The gym was decent enough. It’s what I’m used to in the US, but with shorter shorts and more sets of hairy shoulders. There were treadmills, ellipticals, an area for machines, and then an area with the more hardcore machines and weights where big guys looked at you funny if you walked in.
I walked out of the gym and heard another helicopter zoom across the sky. I looked up and saw that it was near a blimp. Why the hell was there a blimp in the sky? Is this really a time to be flying blimps above East Jerusalem? Are there such things as military blimps? The thing looked like an engorged missle. For a brief second I wondered if it was a missle, and I had to readjust my eyes to reassure myself that it couldn’t possibly be one before I continued to walk.

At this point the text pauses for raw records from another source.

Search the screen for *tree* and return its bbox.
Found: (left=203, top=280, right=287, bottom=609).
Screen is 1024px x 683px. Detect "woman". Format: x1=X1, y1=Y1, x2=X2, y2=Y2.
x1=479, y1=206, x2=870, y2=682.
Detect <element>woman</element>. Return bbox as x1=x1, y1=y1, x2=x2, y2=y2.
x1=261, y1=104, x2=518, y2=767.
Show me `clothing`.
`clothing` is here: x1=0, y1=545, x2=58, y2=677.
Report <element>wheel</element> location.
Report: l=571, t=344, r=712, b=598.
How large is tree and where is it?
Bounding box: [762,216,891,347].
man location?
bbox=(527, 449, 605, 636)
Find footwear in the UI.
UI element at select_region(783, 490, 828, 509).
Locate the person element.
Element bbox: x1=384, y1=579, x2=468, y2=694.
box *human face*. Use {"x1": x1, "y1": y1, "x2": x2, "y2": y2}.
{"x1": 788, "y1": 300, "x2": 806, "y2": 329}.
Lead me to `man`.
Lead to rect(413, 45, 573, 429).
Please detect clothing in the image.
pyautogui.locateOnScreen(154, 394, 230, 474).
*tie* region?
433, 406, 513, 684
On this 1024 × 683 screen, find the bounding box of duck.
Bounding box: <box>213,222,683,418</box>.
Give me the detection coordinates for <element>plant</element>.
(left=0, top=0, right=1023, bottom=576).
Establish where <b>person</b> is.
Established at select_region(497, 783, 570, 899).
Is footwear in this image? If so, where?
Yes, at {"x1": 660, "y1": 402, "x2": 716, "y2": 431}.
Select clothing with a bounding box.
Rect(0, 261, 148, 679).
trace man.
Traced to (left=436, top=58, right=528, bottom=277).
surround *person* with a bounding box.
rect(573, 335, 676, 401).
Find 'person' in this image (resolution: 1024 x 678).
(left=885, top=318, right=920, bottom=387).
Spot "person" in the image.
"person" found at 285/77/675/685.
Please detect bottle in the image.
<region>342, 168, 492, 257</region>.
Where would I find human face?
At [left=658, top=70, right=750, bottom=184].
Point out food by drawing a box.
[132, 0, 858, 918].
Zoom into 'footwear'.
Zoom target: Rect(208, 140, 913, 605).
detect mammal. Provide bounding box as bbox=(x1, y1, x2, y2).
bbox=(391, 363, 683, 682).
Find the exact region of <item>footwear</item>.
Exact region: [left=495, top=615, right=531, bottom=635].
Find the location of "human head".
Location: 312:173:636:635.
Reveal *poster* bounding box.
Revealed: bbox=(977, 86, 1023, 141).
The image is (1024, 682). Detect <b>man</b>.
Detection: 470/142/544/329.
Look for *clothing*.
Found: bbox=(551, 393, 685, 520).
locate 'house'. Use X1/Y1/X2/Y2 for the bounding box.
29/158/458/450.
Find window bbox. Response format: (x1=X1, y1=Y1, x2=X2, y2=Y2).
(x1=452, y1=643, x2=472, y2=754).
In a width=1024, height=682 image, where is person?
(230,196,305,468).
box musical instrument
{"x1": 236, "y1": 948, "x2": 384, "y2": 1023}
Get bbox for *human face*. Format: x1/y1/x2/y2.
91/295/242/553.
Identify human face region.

I came back to my room, ate lunch, and then walked outside to a nearby building to refill my laundry card. As soon as I finished, I heard a siren outside. I froze. A siren? Here? Can it be? Where are the shelters here? I don’t even know! There was no one around so I couldn’t tell if others seemed panicked. Then it struck me. It’s the Shabbat siren. I relaxed enough to go back outside. Part of me still expected to see someone running, but I found only cats running in an around trash cans.
I gathered my things and walked over to the laundry room, which consists of four washers and two dryers, and is the only facility for over a dozen dorm buildings. I didn’t have to wait for washers, but I did wait for a dryer. In many ways, I hate doing laundry, but here I enjoy it because I usually meet people. Today, I met someone who found it amusing that I was reading a highlighted and underlined copy of a children’s book about a dog named Shakshuka who disappeared. We talked a while about the usual, where we are from, what we are doing here, and he mentioned his travels to Jordan and Egypt, which I was interested in because I have met so many Israelis who are just not willing to go to Arab countries, even if it means missing out on some great sites, like Petra or the pyramids. He said he was often mistaken for an Arab to the point that when a group of four of them ate at restaurants in Egypt, the waiters set out three sets of plates and utensils because they thought he was the local tour guide.
Now my laundry is clean and I can’t choose a pair of clean underwear from the bounty on my bed.
I’m going out tonight. Jerusalem, be fun and don’t piss me off.